#### Information
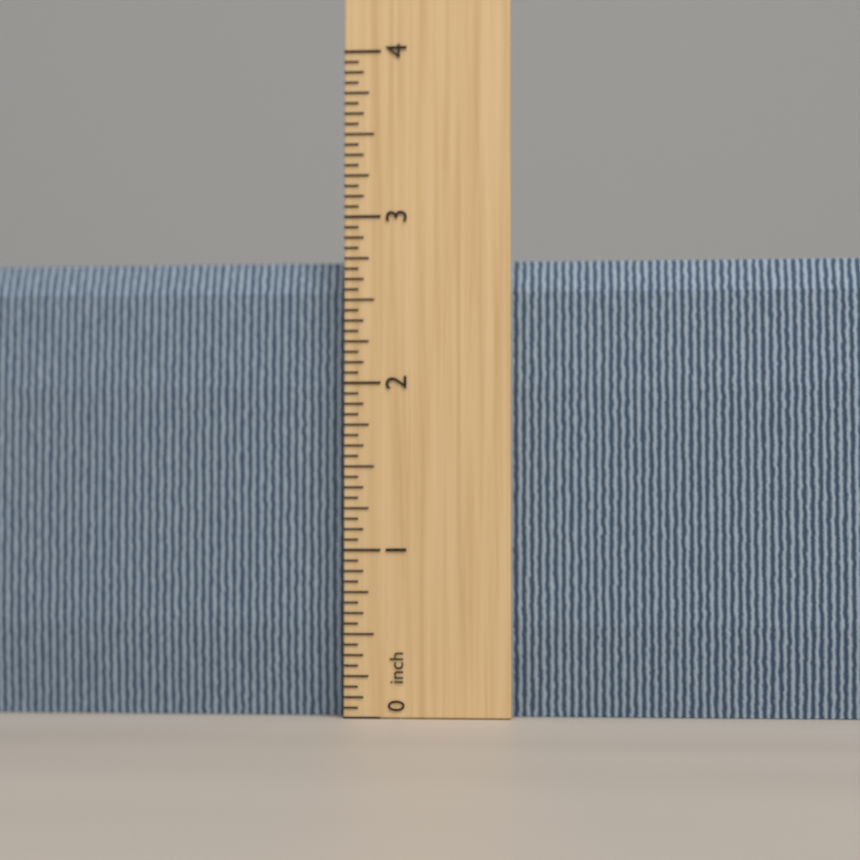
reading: 2.7500 inch
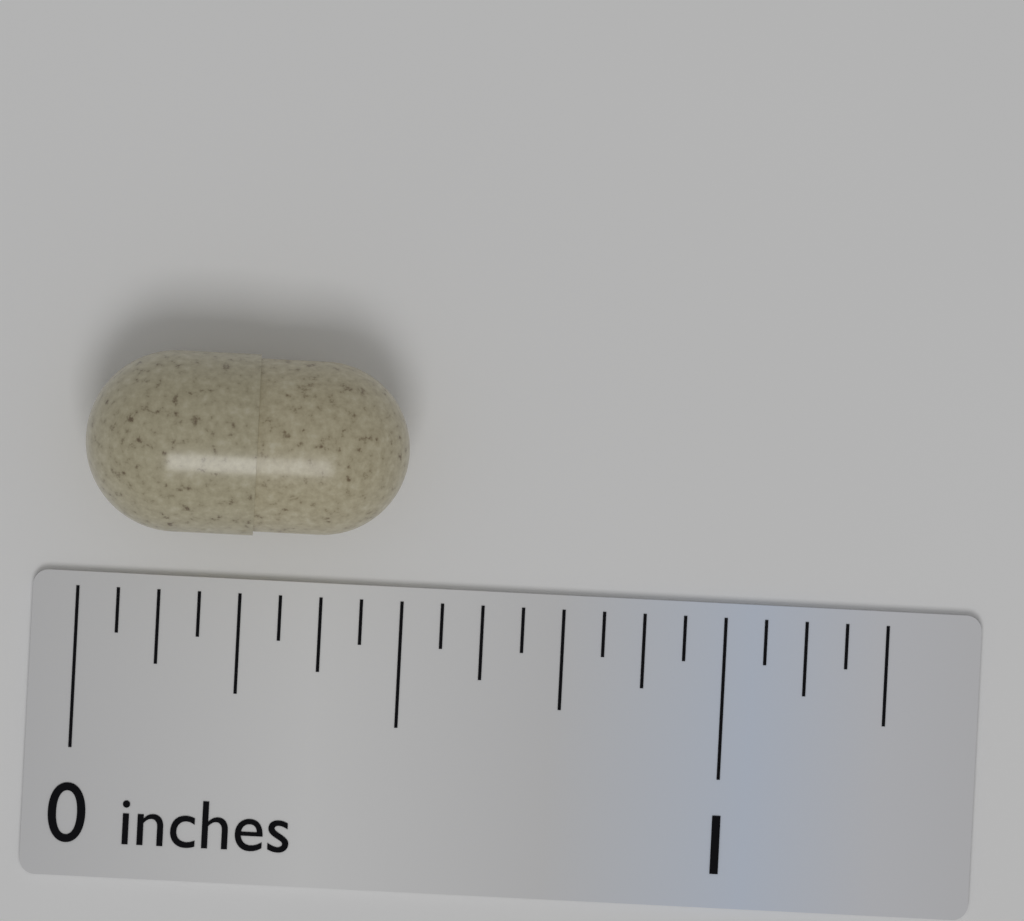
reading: 0.5000 in
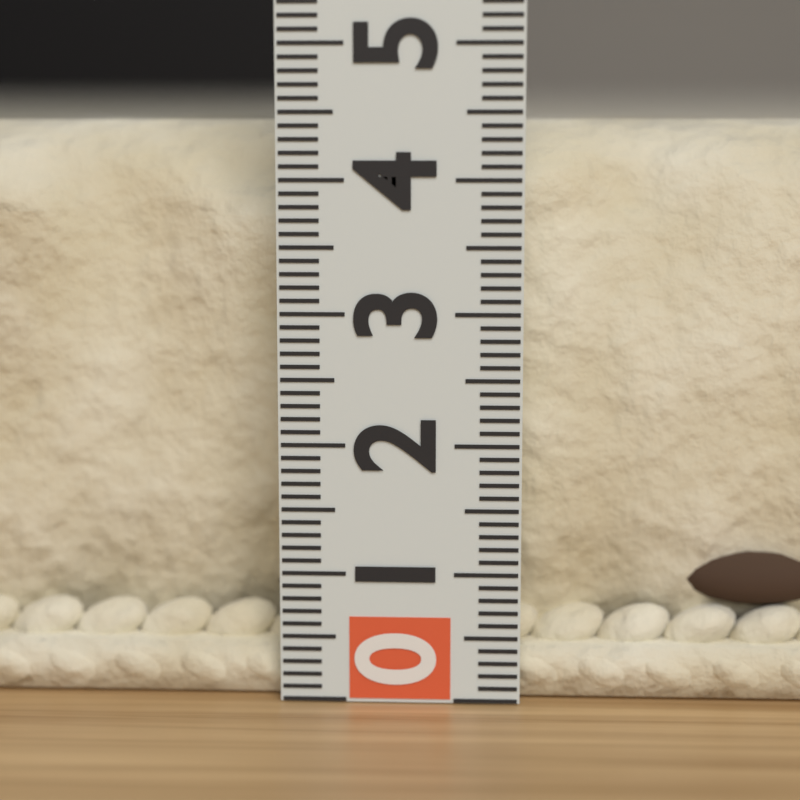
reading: 4.5 (no unit)
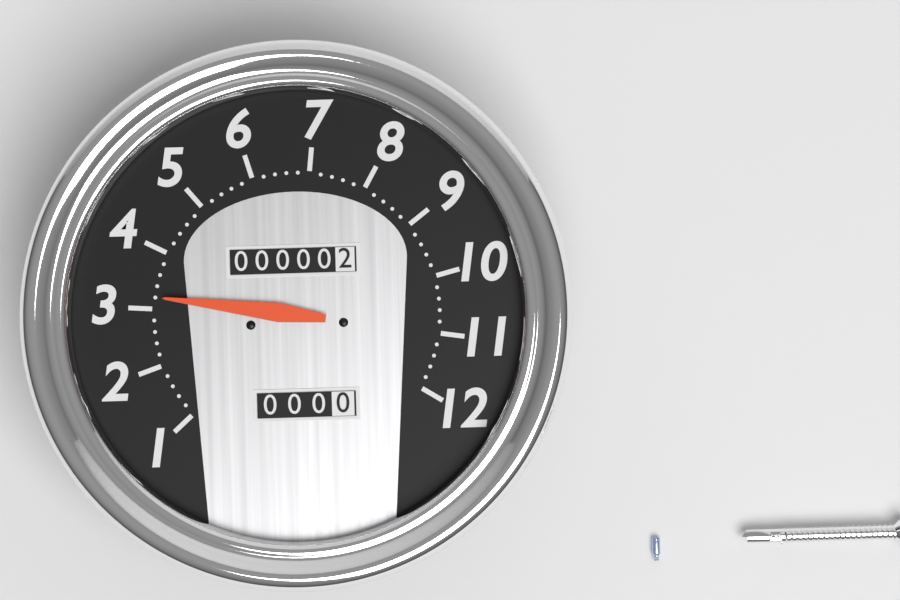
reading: 3.2 (no unit)
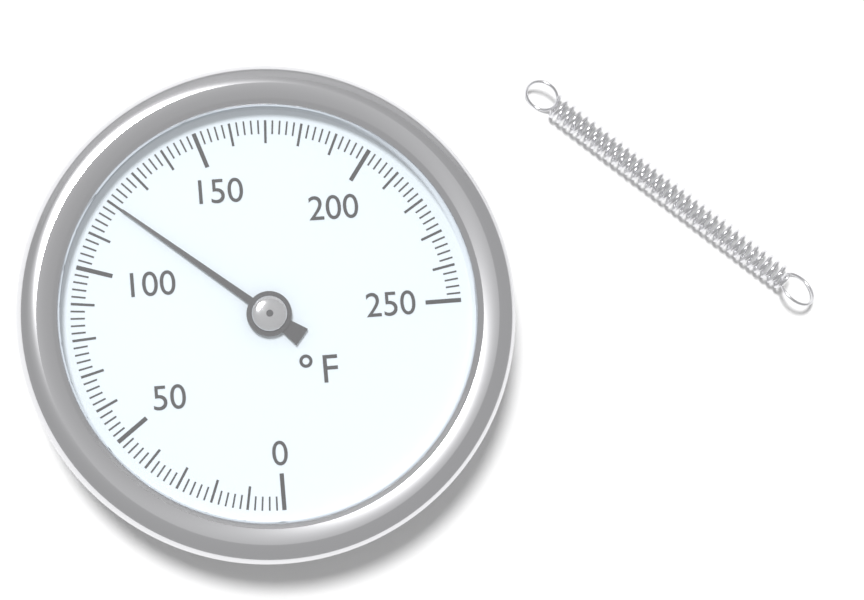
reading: 120 °F
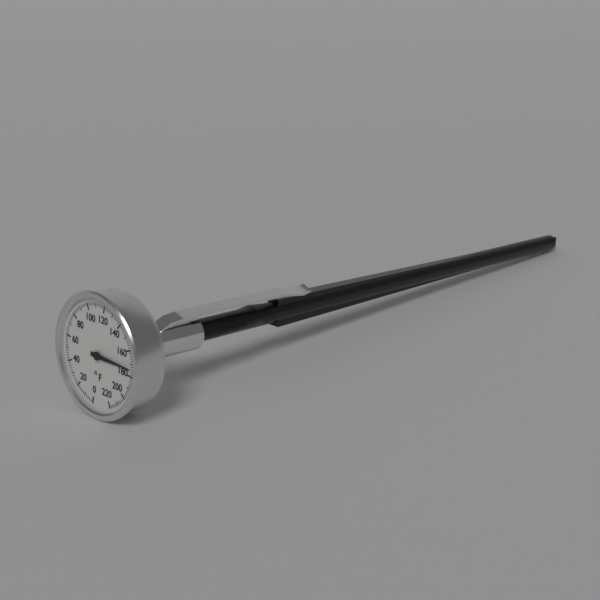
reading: 174 °F
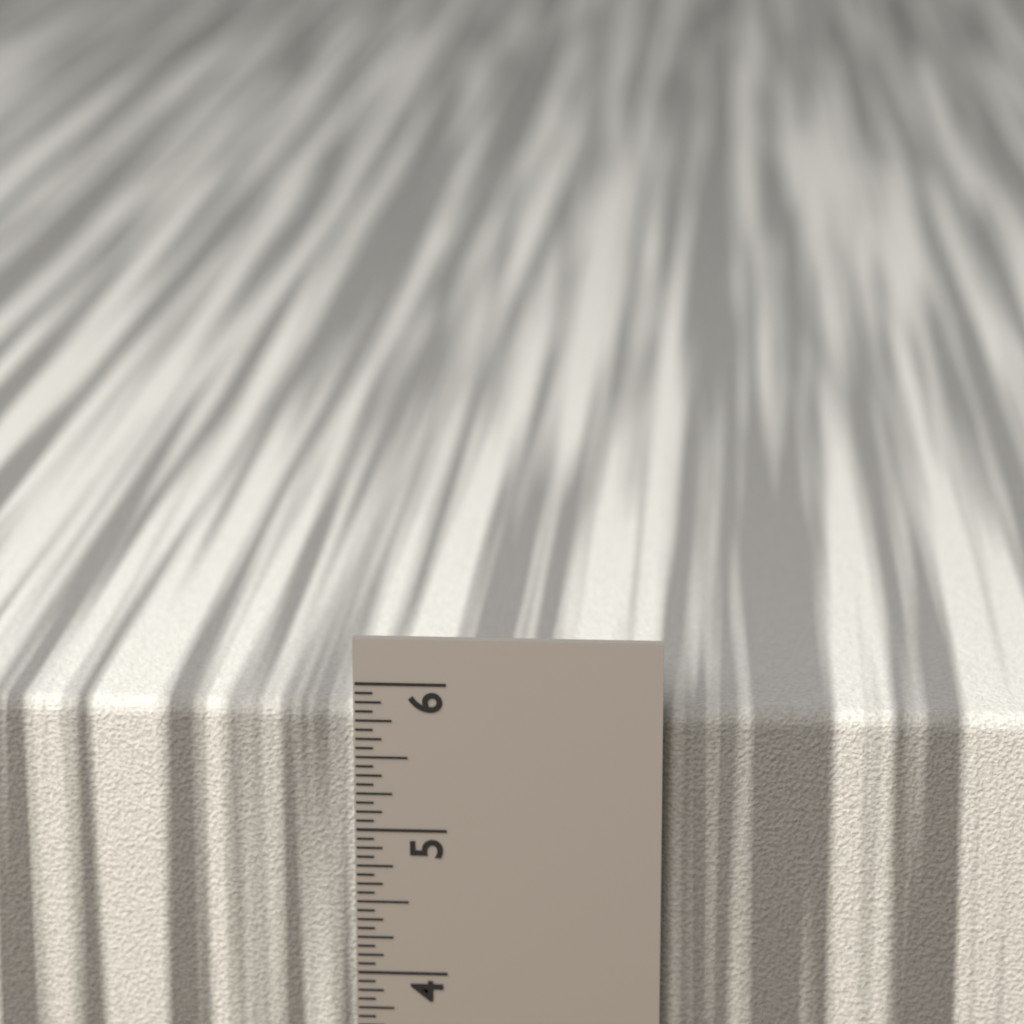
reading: 5.8125 in
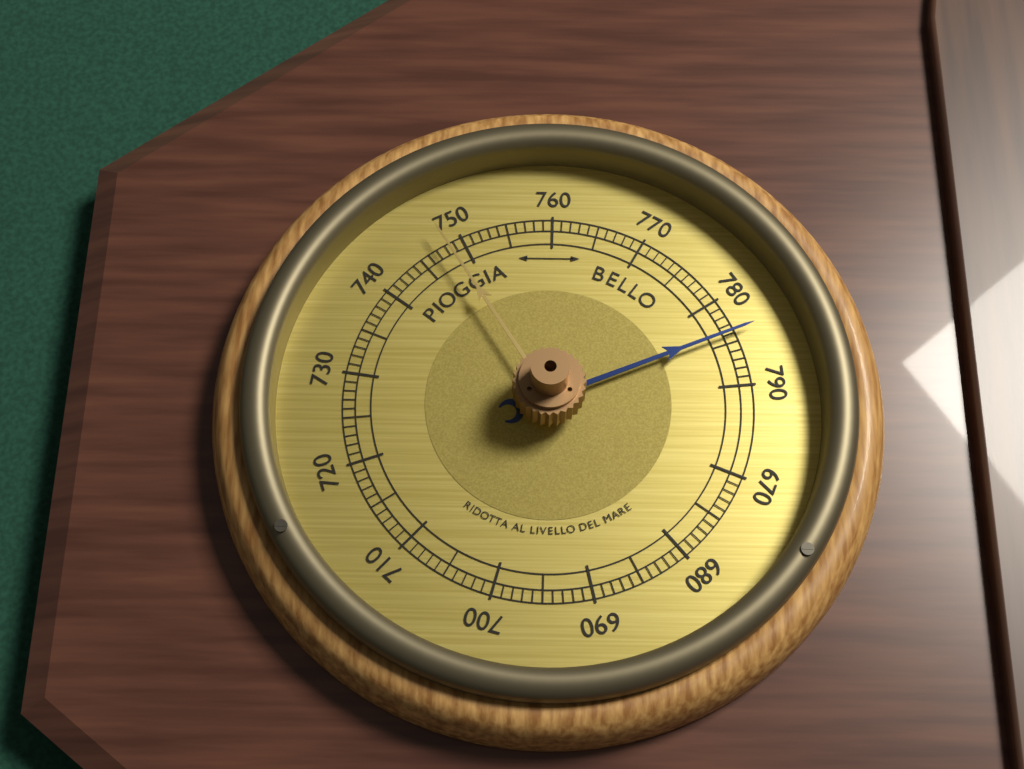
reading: 784 (no unit)
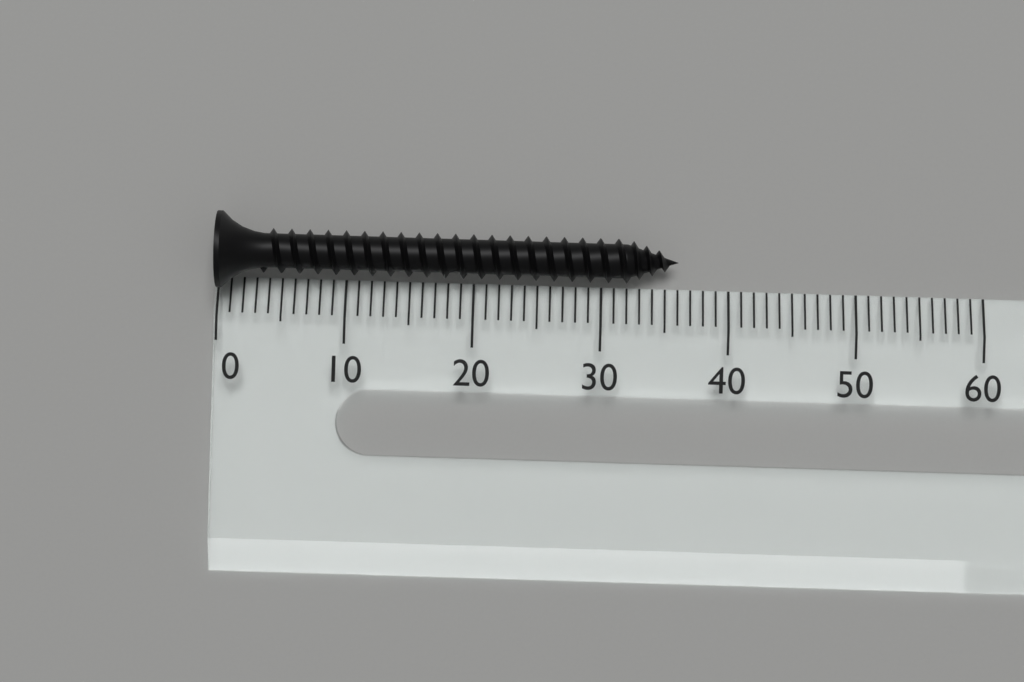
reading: 36 (no unit)
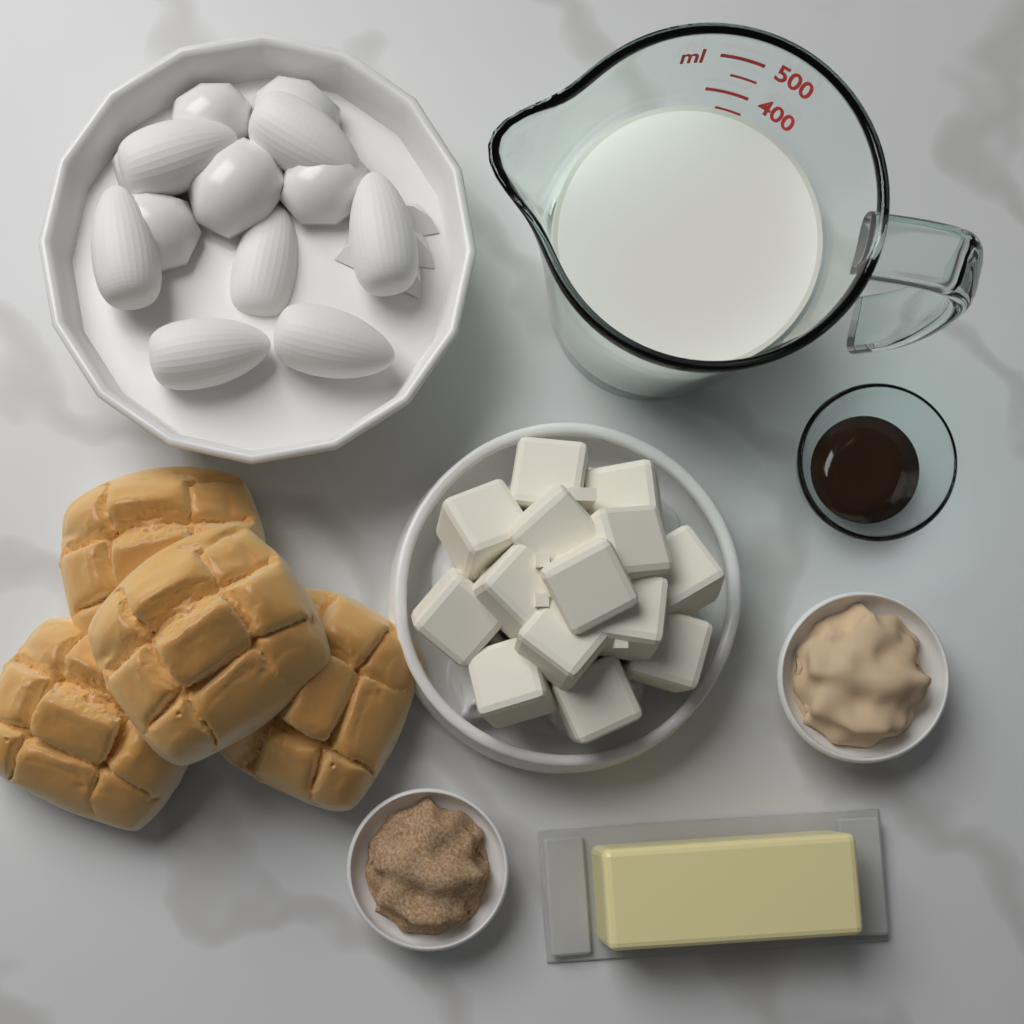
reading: 350 ml
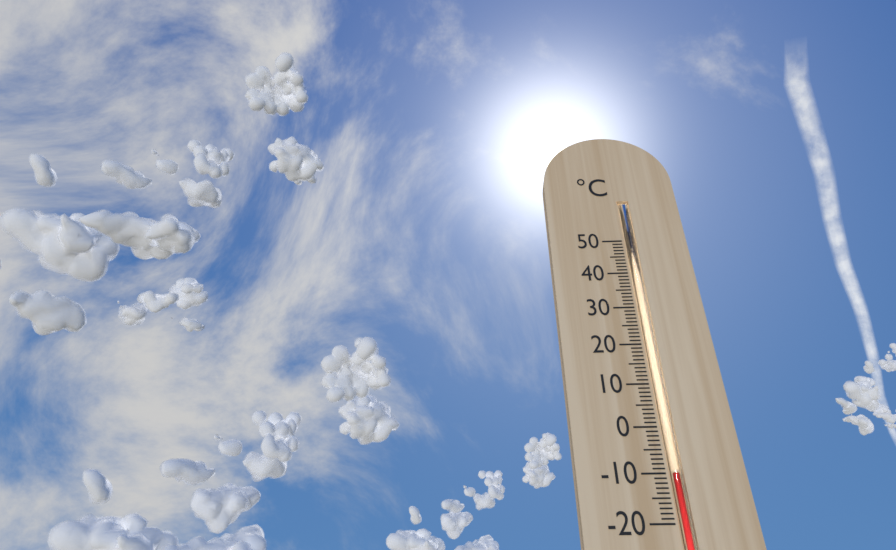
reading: -10 °C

#### Required work
A word-for-word retyping of every record is required, without the pictures.

#### Response to the task
reading: 2.7500 inch
reading: 0.5000 in
reading: 4.5 (no unit)
reading: 3.2 (no unit)
reading: 120 °F
reading: 174 °F
reading: 5.8125 in
reading: 784 (no unit)
reading: 36 (no unit)
reading: 350 ml
reading: -10 °C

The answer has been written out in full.